You compare this war to WWII. Yeah right. This war is minor in comparison, supposedly one-sided in terms of the technology. WWII was an industrial age mega-war involving millions of soldiers on each side, and bloody, mechanized, territory-holding battles across whole portions of the globe. Imagine Iraq multiplied twenty times with enemies able to fight us to a standstill in the field, and weaponry equal to, if not superior to ours.
Although I somewhat agree with your point about Microwave wars, I do think people are somewhat justified in wondering whether their Commander in Chief is really waging this war all that well, especially in the light of the constant escalation of the violence. I mean, have you asked yourself the crucial question?
If this administration has so far been right about predicting this escalation, why haven’t they been so good at putting a stop to it? Isn’t forewarned forearmed? Or has Bush just been telling us it will get worse to cover his butt when it does?
I mean, where are the victories? Where are the scenes of us putting a militia out of commision permanently, of us taking down a major leader and things actually calming down?
In short, when do you actually start winning, when do you start making a difference?
Posted by: Stephen Daugherty at June 27, 2004 01:45 AMIf we fail at this, because of the way we’ve gone in, we are not only vulnerable because of all the compromises of support your approach required, but because we have demonstrated our inability to back down such insurgents. If Bush fails to dampen down the violence following the June 30th handover, this will be a demonstration of our weakness to every petty tyrant who wants to make America think twice before using force.

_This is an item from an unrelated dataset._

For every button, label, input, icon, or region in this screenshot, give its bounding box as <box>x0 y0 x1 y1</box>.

If we fail, we fail. We won’t fail because of the way we went in. We won’t fail because the UN didn’t fully sanction the invasion. We won’t fail because we are not capable of suceeding. We will fail because we lost the will to succeed. We will fail by quitting. That is the only way we can fail.

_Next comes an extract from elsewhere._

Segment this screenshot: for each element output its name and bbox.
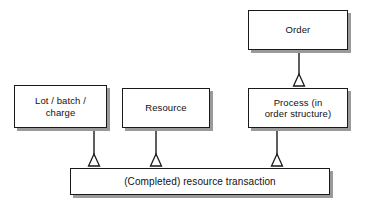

To reply in short to your last comment, we are succeeding. We are a year into this. Sadr is defeated. Fallujah is policing it’s own. June 30th Iraqi’s will officially take control of their fate.
Belmont club has a good post up about victory in Iraq andChechnya and the comparison to how well our Marines handled a similiar situation.
I would be worried if Bush were taking charge and trying to micromanage the occupation. Like Johnson choosing bombing locations from the White House. That doesn’t appear to be the case. Bush is giving the military, the experts, the latitude to do what they think is necessary. And you have to look at what they’ve done and see how magnificently they have performed, with restraint and deliberation.
I cringe daily to hear that another soldier is dead. That another 30 civilians are dead. My wife’s uncle is Iraqi, my brother was a marine, my mother, stepfather, and cousin were in the Navy. My grandfather was in the Navy in WWII, and my father was in the army in Korea. I don’t want those men to die. So many men and women who are in the armed forces are exemplary in so many ways. They really are the cream of the crop. It is heartwrenching to hear of them dying. But they are there to do their job. It’s part of the deal. In some weird way it makes them who they are to be willing to put themselves in combat and risk their lives.
I’m sorry if you can’t see any of the good that has already come from the liberation of Iraq. All I can say is that in time it will be more apparent to the world, to history, what kind of work our men and women have accomplished there in Iraq.